DESCRIPTION OF THE TASK: Return the lines below exactly as they appear, please, starting with the first and ending with the one that contains "What do you see at coordinates (119, 87)".

====================

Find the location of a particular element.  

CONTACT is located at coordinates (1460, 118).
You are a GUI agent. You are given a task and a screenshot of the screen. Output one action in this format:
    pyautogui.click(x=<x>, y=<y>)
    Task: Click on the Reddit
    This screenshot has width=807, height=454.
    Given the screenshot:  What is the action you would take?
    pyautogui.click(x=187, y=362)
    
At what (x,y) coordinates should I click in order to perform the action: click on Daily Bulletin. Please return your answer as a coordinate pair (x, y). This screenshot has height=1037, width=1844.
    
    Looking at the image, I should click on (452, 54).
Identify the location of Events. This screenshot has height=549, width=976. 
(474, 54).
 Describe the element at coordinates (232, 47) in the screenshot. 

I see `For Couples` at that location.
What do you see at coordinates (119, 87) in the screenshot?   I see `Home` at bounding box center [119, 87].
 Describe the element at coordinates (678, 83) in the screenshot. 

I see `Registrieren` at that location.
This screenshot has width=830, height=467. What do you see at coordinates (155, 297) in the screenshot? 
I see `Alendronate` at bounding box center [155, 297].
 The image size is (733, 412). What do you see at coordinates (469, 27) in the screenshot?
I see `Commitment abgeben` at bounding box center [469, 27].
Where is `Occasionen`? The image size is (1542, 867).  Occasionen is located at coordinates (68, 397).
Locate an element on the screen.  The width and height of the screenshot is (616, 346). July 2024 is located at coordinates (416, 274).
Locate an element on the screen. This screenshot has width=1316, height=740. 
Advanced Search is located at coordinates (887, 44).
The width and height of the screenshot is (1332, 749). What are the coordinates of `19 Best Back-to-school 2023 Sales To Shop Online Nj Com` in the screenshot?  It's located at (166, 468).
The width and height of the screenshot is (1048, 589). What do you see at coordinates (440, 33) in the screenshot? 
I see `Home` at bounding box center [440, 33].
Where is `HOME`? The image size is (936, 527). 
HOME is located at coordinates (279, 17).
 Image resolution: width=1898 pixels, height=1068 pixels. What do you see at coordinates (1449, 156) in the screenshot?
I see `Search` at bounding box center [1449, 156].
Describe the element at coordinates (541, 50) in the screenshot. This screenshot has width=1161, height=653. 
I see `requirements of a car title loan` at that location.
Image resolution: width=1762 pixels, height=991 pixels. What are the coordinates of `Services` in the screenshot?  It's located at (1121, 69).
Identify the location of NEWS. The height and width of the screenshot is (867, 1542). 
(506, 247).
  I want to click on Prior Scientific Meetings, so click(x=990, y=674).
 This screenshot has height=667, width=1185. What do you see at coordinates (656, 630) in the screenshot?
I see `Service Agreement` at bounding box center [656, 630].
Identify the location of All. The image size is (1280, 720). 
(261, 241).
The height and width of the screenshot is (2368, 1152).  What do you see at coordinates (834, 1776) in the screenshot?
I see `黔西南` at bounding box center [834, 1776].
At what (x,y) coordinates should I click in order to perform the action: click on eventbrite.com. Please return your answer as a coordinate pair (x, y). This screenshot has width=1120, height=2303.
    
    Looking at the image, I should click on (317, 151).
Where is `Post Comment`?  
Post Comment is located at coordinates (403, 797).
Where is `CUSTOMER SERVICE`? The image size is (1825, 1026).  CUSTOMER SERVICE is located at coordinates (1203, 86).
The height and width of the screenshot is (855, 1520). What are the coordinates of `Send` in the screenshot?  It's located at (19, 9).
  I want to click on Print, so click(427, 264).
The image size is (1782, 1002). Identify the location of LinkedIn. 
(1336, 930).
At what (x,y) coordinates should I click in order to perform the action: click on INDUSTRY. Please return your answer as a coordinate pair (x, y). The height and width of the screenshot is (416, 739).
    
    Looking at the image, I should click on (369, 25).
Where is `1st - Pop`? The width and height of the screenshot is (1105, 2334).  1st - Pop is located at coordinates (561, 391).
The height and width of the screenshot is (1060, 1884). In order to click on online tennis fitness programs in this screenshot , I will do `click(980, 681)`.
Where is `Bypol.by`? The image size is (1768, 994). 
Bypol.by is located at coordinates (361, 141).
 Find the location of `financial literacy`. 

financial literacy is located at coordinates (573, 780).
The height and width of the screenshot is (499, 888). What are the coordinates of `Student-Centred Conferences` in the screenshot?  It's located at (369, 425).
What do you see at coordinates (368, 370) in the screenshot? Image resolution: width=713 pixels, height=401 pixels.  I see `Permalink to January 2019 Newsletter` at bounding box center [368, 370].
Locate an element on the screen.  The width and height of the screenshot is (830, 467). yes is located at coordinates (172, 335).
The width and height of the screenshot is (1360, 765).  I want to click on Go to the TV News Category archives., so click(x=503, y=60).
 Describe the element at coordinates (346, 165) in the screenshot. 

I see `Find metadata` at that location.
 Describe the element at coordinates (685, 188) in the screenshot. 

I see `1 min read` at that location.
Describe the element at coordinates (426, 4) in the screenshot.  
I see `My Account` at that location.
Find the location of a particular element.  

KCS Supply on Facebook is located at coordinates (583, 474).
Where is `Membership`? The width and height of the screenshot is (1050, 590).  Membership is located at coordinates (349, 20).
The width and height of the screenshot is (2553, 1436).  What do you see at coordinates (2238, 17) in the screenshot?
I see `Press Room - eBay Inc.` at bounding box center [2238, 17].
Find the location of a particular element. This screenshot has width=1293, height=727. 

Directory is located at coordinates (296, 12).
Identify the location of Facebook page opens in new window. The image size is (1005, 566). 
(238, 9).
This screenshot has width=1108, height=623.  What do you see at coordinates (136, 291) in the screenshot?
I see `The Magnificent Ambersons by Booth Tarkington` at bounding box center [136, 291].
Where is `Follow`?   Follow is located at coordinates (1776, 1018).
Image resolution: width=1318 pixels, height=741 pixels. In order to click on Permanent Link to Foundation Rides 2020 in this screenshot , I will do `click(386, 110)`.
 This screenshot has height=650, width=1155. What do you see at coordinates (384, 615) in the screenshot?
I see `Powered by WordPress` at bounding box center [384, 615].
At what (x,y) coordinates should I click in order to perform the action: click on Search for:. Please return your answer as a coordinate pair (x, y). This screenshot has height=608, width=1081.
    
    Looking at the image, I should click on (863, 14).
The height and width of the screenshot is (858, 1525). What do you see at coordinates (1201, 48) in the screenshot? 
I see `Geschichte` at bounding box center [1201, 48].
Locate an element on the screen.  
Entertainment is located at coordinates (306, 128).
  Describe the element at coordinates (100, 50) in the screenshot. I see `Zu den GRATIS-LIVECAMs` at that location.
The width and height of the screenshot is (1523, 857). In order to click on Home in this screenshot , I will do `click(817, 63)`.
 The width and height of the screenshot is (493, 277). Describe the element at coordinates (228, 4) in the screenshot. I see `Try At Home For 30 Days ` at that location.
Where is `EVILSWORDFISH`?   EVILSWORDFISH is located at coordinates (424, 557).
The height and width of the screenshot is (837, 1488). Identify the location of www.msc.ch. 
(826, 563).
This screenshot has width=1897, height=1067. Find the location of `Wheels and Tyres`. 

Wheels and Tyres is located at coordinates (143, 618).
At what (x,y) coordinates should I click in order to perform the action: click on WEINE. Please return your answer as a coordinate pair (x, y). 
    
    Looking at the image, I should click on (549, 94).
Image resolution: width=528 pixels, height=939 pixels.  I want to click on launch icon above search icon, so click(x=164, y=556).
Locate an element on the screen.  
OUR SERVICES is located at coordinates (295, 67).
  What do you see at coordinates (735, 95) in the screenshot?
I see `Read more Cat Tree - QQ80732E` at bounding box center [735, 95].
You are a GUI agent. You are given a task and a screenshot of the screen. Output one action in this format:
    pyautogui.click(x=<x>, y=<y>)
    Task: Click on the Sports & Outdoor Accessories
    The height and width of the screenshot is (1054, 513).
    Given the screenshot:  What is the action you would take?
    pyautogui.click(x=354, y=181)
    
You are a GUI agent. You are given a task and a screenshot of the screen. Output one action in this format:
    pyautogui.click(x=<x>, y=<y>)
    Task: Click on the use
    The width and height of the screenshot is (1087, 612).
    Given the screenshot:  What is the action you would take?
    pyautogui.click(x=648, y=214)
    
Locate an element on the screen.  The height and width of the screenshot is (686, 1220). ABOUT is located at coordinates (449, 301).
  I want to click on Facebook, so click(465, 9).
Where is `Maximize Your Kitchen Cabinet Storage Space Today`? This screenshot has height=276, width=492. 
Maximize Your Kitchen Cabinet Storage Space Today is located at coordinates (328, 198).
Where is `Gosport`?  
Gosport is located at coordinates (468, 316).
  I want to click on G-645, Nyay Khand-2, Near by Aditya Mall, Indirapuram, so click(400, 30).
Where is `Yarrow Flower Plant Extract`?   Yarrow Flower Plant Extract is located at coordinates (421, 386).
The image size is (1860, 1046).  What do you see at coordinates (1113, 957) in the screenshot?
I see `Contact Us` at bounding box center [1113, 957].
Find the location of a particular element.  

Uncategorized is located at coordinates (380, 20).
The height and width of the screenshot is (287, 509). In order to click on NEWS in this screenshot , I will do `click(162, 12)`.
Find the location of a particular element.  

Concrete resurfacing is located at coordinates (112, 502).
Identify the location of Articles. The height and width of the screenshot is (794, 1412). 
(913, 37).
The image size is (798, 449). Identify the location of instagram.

====================

EXPECTED ANSWER:
Find the location of a particular element.  

CONTACT is located at coordinates (1460, 118).
You are a GUI agent. You are given a task and a screenshot of the screen. Output one action in this format:
    pyautogui.click(x=<x>, y=<y>)
    Task: Click on the Reddit
    This screenshot has width=807, height=454.
    Given the screenshot:  What is the action you would take?
    pyautogui.click(x=187, y=362)
    
At what (x,y) coordinates should I click in order to perform the action: click on Daily Bulletin. Please return your answer as a coordinate pair (x, y). This screenshot has height=1037, width=1844.
    
    Looking at the image, I should click on (452, 54).
Identify the location of Events. This screenshot has height=549, width=976. 
(474, 54).
 Describe the element at coordinates (232, 47) in the screenshot. 

I see `For Couples` at that location.
What do you see at coordinates (119, 87) in the screenshot?   I see `Home` at bounding box center [119, 87].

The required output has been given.